The Rotary Clubs of The Bahamas are joining forces in an effort to end domestic violence.
Members of the nation's clubs took part in a Road To Peace Committee as part of their third Peace Conference, with expert panelists from the US and The Bahamas.
One of the panelists was Dr Sandra Dean-Patterson, founder of the Bahamas Crisis Centre, which has been operating since 1982.
She and a band of volunteers work with the Ministry of Social Services, the police and hospital personnel to be a refuge for people who find themselves in abusive situations.
The centre has received twice as many calls since the lockdown began in March, compared to what they received in 2019 during the same time period.
While the high volume of calls this year is frightening enough, the incidents that make people reach out to the Crisis Centre for help are not new. In an IDB report from 2016, The Bahamas had the most reported incidents of domestic violence in the Caribbean, an area that already leads the world statistically in gender-based violence.
“What would be really good is to have a place where the perpetrator can be housed, particularly when a mother and children are involved,” said Dr Dean-Patterson, because many times there is a single offender but the victims are often women and their children. Re-housing a family is much more difficult than having a single person moved to another location.
A temporary place to house the offender would allow for intervention by a counsellor so that individual can be helped, she said. One such programme, now on hiatus due to COVID-19, is the 26-week GBV perpetrator counselling initiative run by the Catholic Church, which has reportedly helped many men who committed acts of violence against their partners.
When asked what the Crisis Centre most urgently needed, Dr Dean-Patterson said, “A national awareness campaign to raise consciousness and understanding about domestic violence. We need to confront the belief systems that fuel and underpin our tolerance and tacit acceptance of violence in intimate relationships.”
Another problem faced by victims of domestic violence is the processing of summons. The courts regard this as a civil matter, so when a summons is served for the accused to appear before a magistrate, the victim, often someone of limited means, needs to pay for that summons to be served. The Bahamas Crisis Centre believes that if bailiffs are entrusted to do this as they do in criminal matters, more domestic violence filings would find their way through the court system and hopefully be resolved.
There are real social, economic and political consequences for 'waiting on time’ to paraphrase Dr King, to solve this pervasive problem, said the Rotary Clubs in a statement. They added: "With a pandemic raging we can see the structural cracks in many of our institutions and the way challenges are often left unmet. We should not seek to just plaster them over and carry on as usual but make the changes necessary and build back better to embrace a more equitable society where everyone can live free from the fear of violence and abuse."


▸ **DESCRIPTION OF THE TASK**:
If "source" shows up in a line of the material, return that line.
********
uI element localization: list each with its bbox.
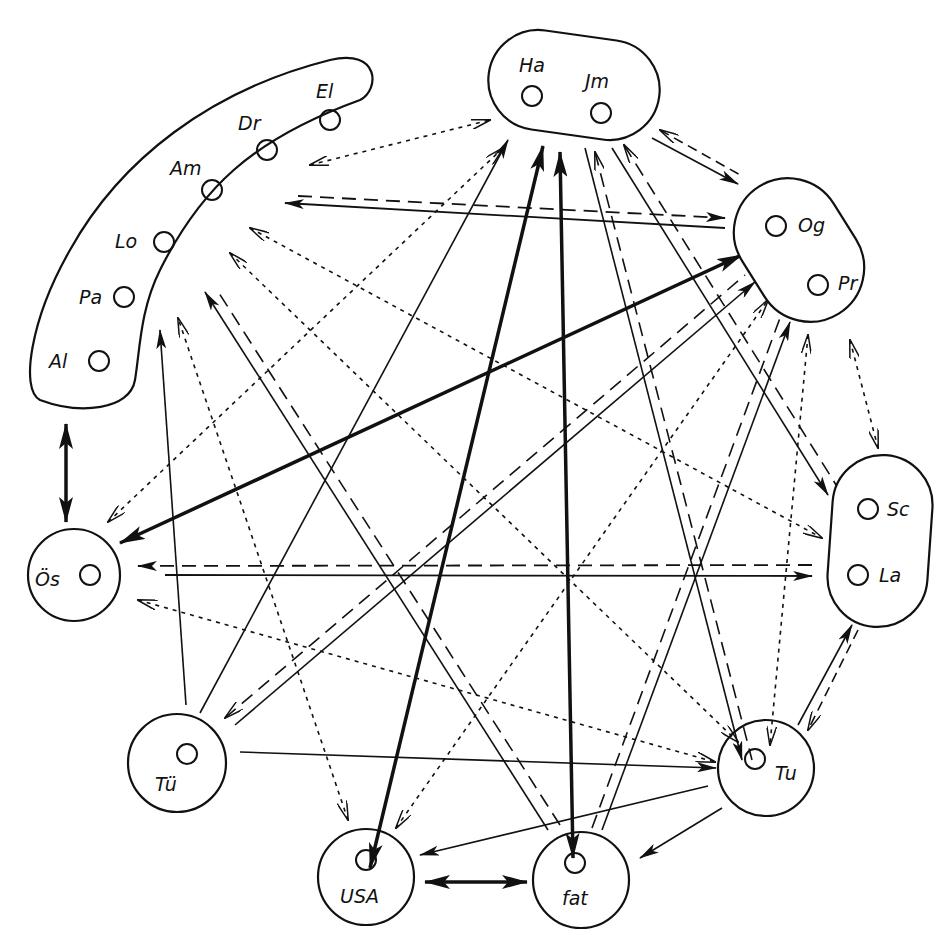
label-ha: Ha — [519, 54, 545, 76]
label-la: La — [879, 564, 901, 586]
edge-northeast-east-dotted — [850, 340, 878, 448]
edge-fat-west-solid — [205, 292, 548, 830]
label-dr: Dr — [238, 112, 262, 134]
edge-north-tu-solid — [585, 148, 742, 760]
edge-tu-north — [200, 140, 508, 713]
label-usa: USA — [340, 885, 379, 907]
edge-tu-northeast-dashed — [225, 275, 745, 718]
node-dot-fat — [565, 853, 585, 873]
label-sc: Sc — [887, 498, 910, 520]
group-tu-umlaut — [128, 714, 226, 812]
edge-tu-west — [160, 330, 186, 705]
label-jm: Jm — [581, 70, 609, 92]
group-northeast — [713, 158, 884, 342]
group-west — [30, 58, 372, 408]
label-og: Og — [798, 214, 825, 236]
label-lo: Lo — [115, 230, 137, 252]
group-north — [482, 24, 666, 147]
relationship-diagram: El Dr Am Lo Pa Al Ha Jm Og Pr Sc La Ös T… — [0, 0, 951, 952]
edge-north-northeast-solid — [652, 138, 738, 184]
edge-os-east-solid — [165, 575, 812, 576]
group-tu — [718, 720, 814, 816]
label-os: Ös — [35, 568, 60, 590]
node-dot-tu-umlaut — [177, 744, 197, 764]
edge-usa-northeast-dotted — [396, 300, 768, 828]
group-usa — [318, 829, 414, 925]
group-east — [824, 452, 936, 631]
label-el: El — [316, 80, 334, 102]
edge-northeast-tu-dotted — [770, 335, 808, 745]
edge-east-os-dashed — [138, 565, 812, 566]
label-pr: Pr — [838, 272, 858, 294]
label-tu-umlaut: Tü — [155, 773, 177, 795]
edge-usa-west-dotted — [178, 318, 348, 820]
edge-north-northeast-dashed — [660, 130, 742, 176]
node-dot-os — [80, 565, 100, 585]
edge-fat-northeast-dashed — [592, 318, 780, 828]
edge-north-fat — [560, 152, 573, 858]
edge-fat-west-dashed — [217, 290, 560, 825]
edge-tu-usa — [420, 786, 708, 855]
label-fat: fat — [562, 887, 589, 909]
label-am: Am — [168, 157, 202, 179]
label-pa: Pa — [79, 286, 102, 308]
label-tu: Tu — [775, 762, 797, 784]
node-dot-tu — [745, 749, 765, 769]
edge-tu-fat — [640, 808, 722, 858]
group-fat — [533, 832, 629, 928]
edge-east-tu-dashed — [808, 630, 858, 730]
edge-west-east-dotted — [250, 228, 822, 538]
label-al: Al — [47, 350, 68, 372]
edge-tu-tu — [240, 752, 716, 768]
edge-os-tu-dotted — [138, 600, 715, 762]
edge-east-tu-solid — [798, 625, 852, 725]
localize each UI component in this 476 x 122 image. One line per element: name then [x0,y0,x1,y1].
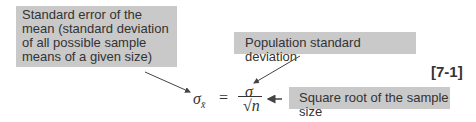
equation-number: [7-1] [431,63,463,80]
denominator-sqrt-n: √n [243,97,260,115]
arrow-standard-error [145,72,190,92]
equals-sign: = [219,89,228,107]
sigma-xbar: σx̄ [193,90,205,110]
arrow-population-sd [254,56,300,83]
arrows [0,0,476,122]
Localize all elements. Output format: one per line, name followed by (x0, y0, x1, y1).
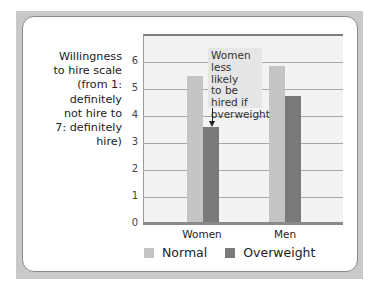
legend-label-overweight: Overweight (243, 245, 315, 260)
y-axis-label-line: 7: definitely hire) (30, 121, 122, 149)
y-tick-label: 6 (128, 55, 138, 66)
legend-item-normal: Normal (144, 245, 207, 260)
legend-swatch-normal (144, 248, 154, 258)
legend-label-normal: Normal (162, 245, 207, 260)
gridline (143, 197, 343, 198)
y-tick-label: 4 (128, 109, 138, 120)
y-tick-label: 0 (128, 217, 138, 228)
bar-men-normal (269, 66, 285, 224)
legend: Normal Overweight (144, 245, 333, 260)
y-tick-label: 5 (128, 82, 138, 93)
y-axis-label-line: to hire scale (30, 64, 122, 78)
x-category-men: Men (255, 228, 315, 240)
bar-men-overweight (285, 96, 301, 224)
x-axis-baseline (143, 222, 343, 225)
y-axis-label: Willingness to hire scale (from 1: defin… (30, 50, 122, 149)
bar-women-overweight (203, 127, 219, 224)
annotation-line: less likely (211, 62, 259, 86)
y-axis-label-line: Willingness (30, 50, 122, 64)
arrow-head-icon (209, 121, 215, 127)
legend-swatch-overweight (225, 248, 235, 258)
y-tick-label: 2 (128, 163, 138, 174)
y-axis-label-line: not hire to (30, 107, 122, 121)
legend-item-overweight: Overweight (225, 245, 315, 260)
y-tick-label: 3 (128, 136, 138, 147)
annotation-line: overweight (211, 109, 259, 121)
x-category-women: Women (172, 228, 232, 240)
annotation-box: Women less likely to be hired if overwei… (208, 48, 262, 108)
gridline (143, 170, 343, 171)
y-axis-label-line: (from 1: definitely (30, 78, 122, 106)
gridline (143, 143, 343, 144)
y-tick-label: 1 (128, 190, 138, 201)
bar-women-normal (187, 76, 203, 225)
annotation-arrow-icon (212, 108, 213, 122)
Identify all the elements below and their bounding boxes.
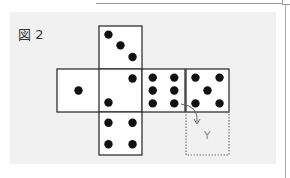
pip bbox=[74, 86, 82, 94]
pip bbox=[104, 30, 112, 38]
pip bbox=[128, 140, 136, 148]
pip bbox=[149, 86, 157, 94]
pip bbox=[149, 99, 157, 107]
pip bbox=[215, 99, 223, 107]
unknown-face-label: Y bbox=[203, 129, 211, 142]
pip bbox=[170, 99, 178, 107]
pip bbox=[128, 119, 136, 127]
pip bbox=[128, 74, 136, 82]
dice-net-diagram: Y bbox=[0, 0, 290, 178]
pip bbox=[170, 86, 178, 94]
pip bbox=[104, 140, 112, 148]
pip bbox=[149, 73, 157, 81]
pip bbox=[104, 98, 112, 106]
pip bbox=[191, 73, 199, 81]
pip bbox=[215, 73, 223, 81]
pip bbox=[104, 119, 112, 127]
die-face-right-1 bbox=[142, 69, 185, 112]
pip bbox=[170, 73, 178, 81]
pip bbox=[128, 53, 136, 61]
pip bbox=[203, 86, 211, 94]
pip bbox=[191, 99, 199, 107]
die-face-bottom bbox=[99, 112, 142, 155]
pip bbox=[116, 41, 124, 49]
die-face-center bbox=[99, 69, 142, 112]
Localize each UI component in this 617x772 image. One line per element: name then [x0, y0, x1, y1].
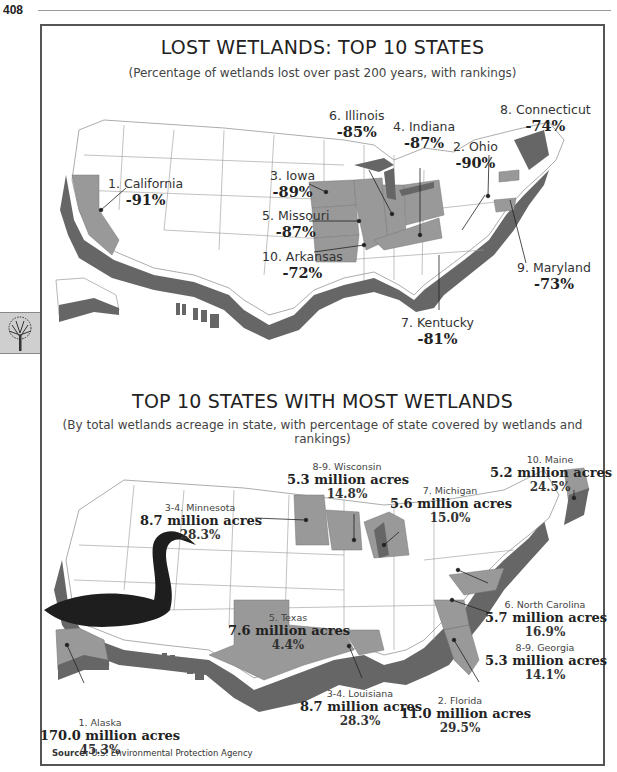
- label-maryland: 9. Maryland-73%: [517, 260, 591, 292]
- label-kentucky: 7. Kentucky-81%: [401, 315, 474, 347]
- label-connecticut: 8. Connecticut-74%: [500, 102, 591, 134]
- map2-title: TOP 10 STATES WITH MOST WETLANDS: [40, 390, 605, 412]
- label-texas: 5. Texas7.6 million acres4.4%: [228, 612, 348, 652]
- label-california: 1. California-91%: [108, 176, 183, 208]
- state-georgia: [434, 600, 469, 630]
- state-wisconsin: [326, 510, 362, 550]
- label-ohio: 2. Ohio-90%: [453, 139, 498, 171]
- state-connecticut: [499, 170, 519, 182]
- source-note: Source: U.S. Environmental Protection Ag…: [52, 748, 253, 758]
- label-iowa: 3. Iowa-89%: [270, 168, 315, 200]
- tree-tab: [0, 312, 40, 354]
- label-missouri: 5. Missouri-87%: [262, 208, 329, 240]
- tree-icon: [0, 313, 40, 353]
- label-louisiana: 3-4. Louisiana8.7 million acres28.3%: [300, 688, 420, 728]
- state-iowa: [309, 180, 356, 208]
- label-minnesota: 3-4. Minnesota8.7 million acres28.3%: [140, 502, 260, 542]
- label-illinois: 6. Illinois-85%: [329, 108, 385, 140]
- source-label: Source:: [52, 748, 88, 758]
- label-indiana: 4. Indiana-87%: [393, 119, 455, 151]
- header-rule: [38, 10, 611, 11]
- label-georgia: 8-9. Georgia5.3 million acres14.1%: [485, 642, 605, 682]
- map2-subtitle: (By total wetlands acreage in state, wit…: [40, 418, 605, 446]
- map1-title: LOST WETLANDS: TOP 10 STATES: [40, 36, 605, 58]
- label-arkansas: 10. Arkansas-72%: [262, 249, 343, 281]
- map1-subtitle: (Percentage of wetlands lost over past 2…: [40, 66, 605, 80]
- label-wisconsin: 8-9. Wisconsin5.3 million acres14.8%: [287, 461, 407, 501]
- label-north-carolina: 6. North Carolina5.7 million acres16.9%: [485, 599, 605, 639]
- source-text: U.S. Environmental Protection Agency: [91, 748, 253, 758]
- page-number: 408: [3, 3, 23, 17]
- label-maine: 10. Maine5.2 million acres24.5%: [490, 454, 610, 494]
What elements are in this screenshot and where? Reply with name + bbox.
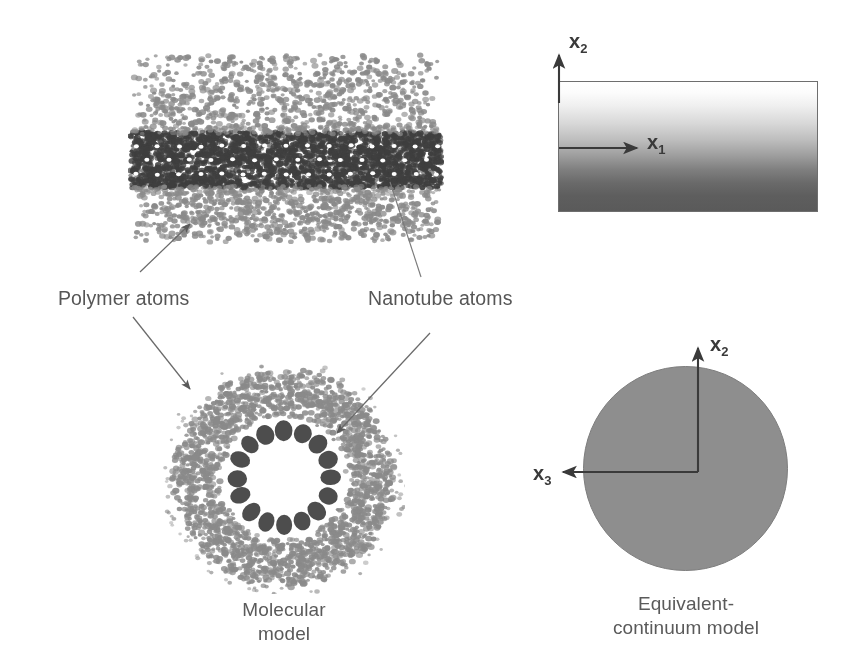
axis-label-x3-circle: x3	[533, 462, 551, 488]
figure-canvas: x2 x1 x2 x3 Polymer atoms Nanotube atoms…	[0, 0, 854, 669]
label-polymer-atoms: Polymer atoms	[58, 287, 189, 310]
molecular-model-cross-section	[163, 362, 405, 594]
equivalent-continuum-cylinder	[558, 81, 818, 212]
caption-molecular-model: Molecular model	[204, 598, 364, 647]
axis-label-x1-cylinder: x1	[647, 131, 665, 157]
molecular-model-side-view	[128, 48, 444, 246]
axis-label-x2-cylinder: x2	[569, 30, 587, 56]
axis-label-x2-circle: x2	[710, 333, 728, 359]
caption-equivalent-continuum-model: Equivalent- continuum model	[565, 592, 807, 641]
label-nanotube-atoms: Nanotube atoms	[368, 287, 513, 310]
equivalent-continuum-circle	[583, 366, 788, 571]
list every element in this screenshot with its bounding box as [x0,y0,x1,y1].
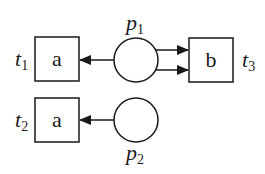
transition-name: t2 [15,107,28,134]
transition-t1: a t1 [15,37,79,81]
petri-net-diagram: a t1 p1 b t3 a t2 p2 [0,0,265,174]
place-name: p1 [124,10,144,37]
transition-name: t3 [242,47,255,74]
place-p1: p1 [114,10,158,82]
place-p2: p2 [114,98,158,167]
transition-t3: b t3 [189,38,255,82]
transition-label: b [206,47,217,72]
transition-name: t1 [15,46,28,73]
transition-label: a [52,107,62,132]
place-circle [114,38,158,82]
transition-t2: a t2 [15,98,79,142]
transition-label: a [52,46,62,71]
place-name: p2 [124,140,144,167]
place-circle [114,98,158,142]
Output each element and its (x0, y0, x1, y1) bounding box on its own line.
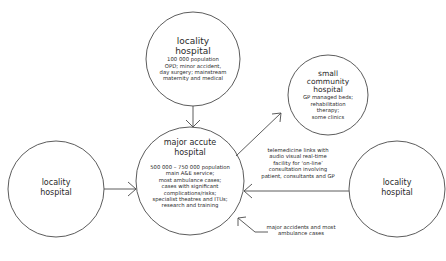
hospital-network-diagram: locality hospital 100 000 population OPD… (0, 0, 446, 261)
node-title: hospital (313, 86, 343, 94)
note-line: patient, consultants and GP (248, 173, 348, 179)
node-title: major accute (164, 138, 216, 148)
node-title: locality (177, 36, 209, 46)
node-title: locality (383, 178, 412, 188)
accidents-note: major accidents and most ambulance cases (256, 224, 346, 237)
telemedicine-note: telemedicine links with audio visual rea… (248, 147, 348, 179)
node-title: hospital (381, 188, 413, 198)
node-desc: maternity and medical (163, 75, 223, 81)
node-title: locality (42, 178, 71, 188)
node-desc: some clinics (312, 114, 344, 120)
node-major-acute-hospital: major accute hospital 500 000 – 750 000 … (138, 138, 242, 228)
node-top-locality-hospital: locality hospital 100 000 population OPD… (148, 16, 238, 102)
node-title: hospital (174, 148, 206, 158)
node-left-locality-hospital: locality hospital (16, 170, 96, 206)
node-small-community-hospital: small community hospital GP managed beds… (290, 58, 366, 132)
node-desc: research and training (162, 202, 219, 208)
node-right-locality-hospital: locality hospital (357, 170, 437, 206)
note-line: ambulance cases (256, 230, 346, 236)
node-title: hospital (40, 188, 72, 198)
node-title: hospital (175, 46, 211, 56)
********
▸ **REPLY TO THE EXERCISE**:
- source-note: Source: U.S. Environmental Protection Ag…: [52, 748, 253, 758]
- source-label: Source:: [52, 748, 88, 758]
- source-text: U.S. Environmental Protection Agency: [91, 748, 253, 758]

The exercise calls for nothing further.